Keiji MaekawaGraduate School of Informatics, Kyoto University

Yasuo OkabeAcademic Center for Computing and Media Studies, Kyoto

University

Page 2: Keiji Maekawa Graduate School of Informatics, Kyoto University Yasuo Okabe Academic Center for Computing and Media Studies, Kyoto University

Mobility and location privacy Capability of preventing others from

learning one’s location Your location might be leaked out to

others…▪ Correspondents▪ Eavesdroppers

Alice is now connecting from

that college’s network .

Alice is now connecting from

that college’s network .

Alice(Mobile Node) Bob

(Correspondent Node)

Eve

This person in my network is probably Alice!

This person in my network is probably Alice!

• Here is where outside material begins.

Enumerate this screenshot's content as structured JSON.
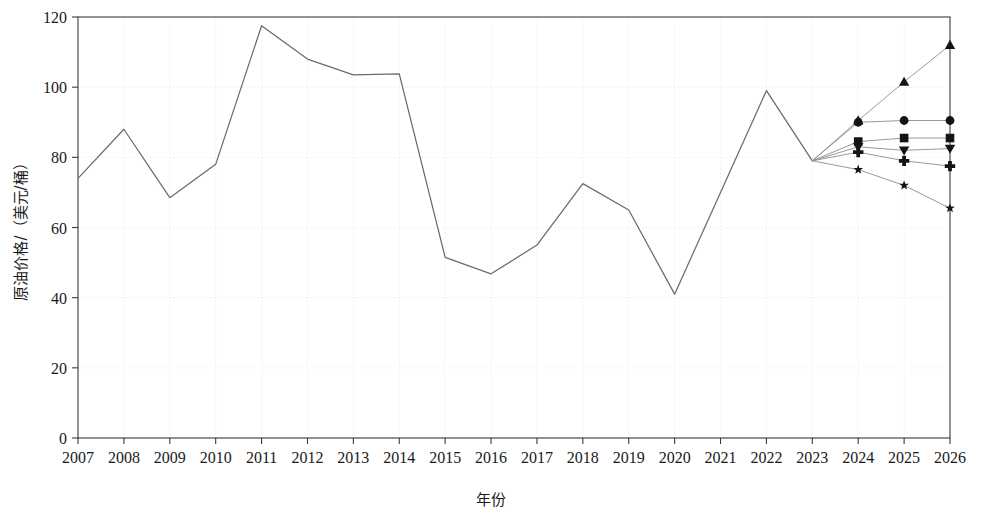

Page 3: Keiji Maekawa Graduate School of Informatics, Kyoto University Yasuo Okabe Academic Center for Computing and Media Studies, Kyoto University

Alice(Mobile Node)

Desired conditions Anonymity against eavesdroppers▪ They cannot identify the sender and the receiver of

packets.

Both end-points can authenticate each other,but they don’t know about exact location.This is surely from

Alice, though I don’t know where she is.

This is surely from Alice, though I don’t know where she is.

Bob

Eve

Who the hell is this???

Who the hell is this???

Page 4: Keiji Maekawa Graduate School of Informatics, Kyoto University Yasuo Okabe Academic Center for Computing and Media Studies, Kyoto University

Case study: Mobile IP Home Address is the identifier. Care-of Address is the locator.

Correspondent Node

Correspondent Node

Mobile Node

Mobile Node

Home AgentHome Agent

Mobile Node

Mobile Node

Mobile Node

Mobile Node

MN’s Home Network

Never knows MN’s location

Never knows MN’s location

Always knows MN’s location

Always knows MN’s location

Page 5: Keiji Maekawa Graduate School of Informatics, Kyoto University Yasuo Okabe Academic Center for Computing and Media Studies, Kyoto University

Case study: Mobile IP (Route Optimization) CN, HA, and eavesdroppers on the path can trace

the MN’s location simply looking at IP headers.

Correspondent Node

Correspondent Node

Mobile Node

Mobile Node

Home AgentHome Agent

Mobile Node

Mobile Node

Mobile Node

Mobile Node

MN’s Home Network

Page 6: Keiji Maekawa Graduate School of Informatics, Kyoto University Yasuo Okabe Academic Center for Computing and Media Studies, Kyoto University

It is difficult to design a protocol so that ANY node doesn’t know the MN’s location. Including trusted nodes such as Home

Agent It’s trade-off between privacy and

performance. In some case, privacy may be more

important than performance.

Page 7: Keiji Maekawa Graduate School of Informatics, Kyoto University Yasuo Okabe Academic Center for Computing and Media Studies, Kyoto University

Related Works HIP and BLIND

Problem Statement What is to be solved

Our Proposal Protocol Design

Conclusion

Page 8: Keiji Maekawa Graduate School of Informatics, Kyoto University Yasuo Okabe Academic Center for Computing and Media Studies, Kyoto University

ID/locator separation Host Identity is a public key pair Host Identity Tag (HIT) is the identifier▪ 128-bit hash of Host identity

Base Exchange 2 round trip key exchange Exchange public keys for authentication Establish SAs (IPsec ESP)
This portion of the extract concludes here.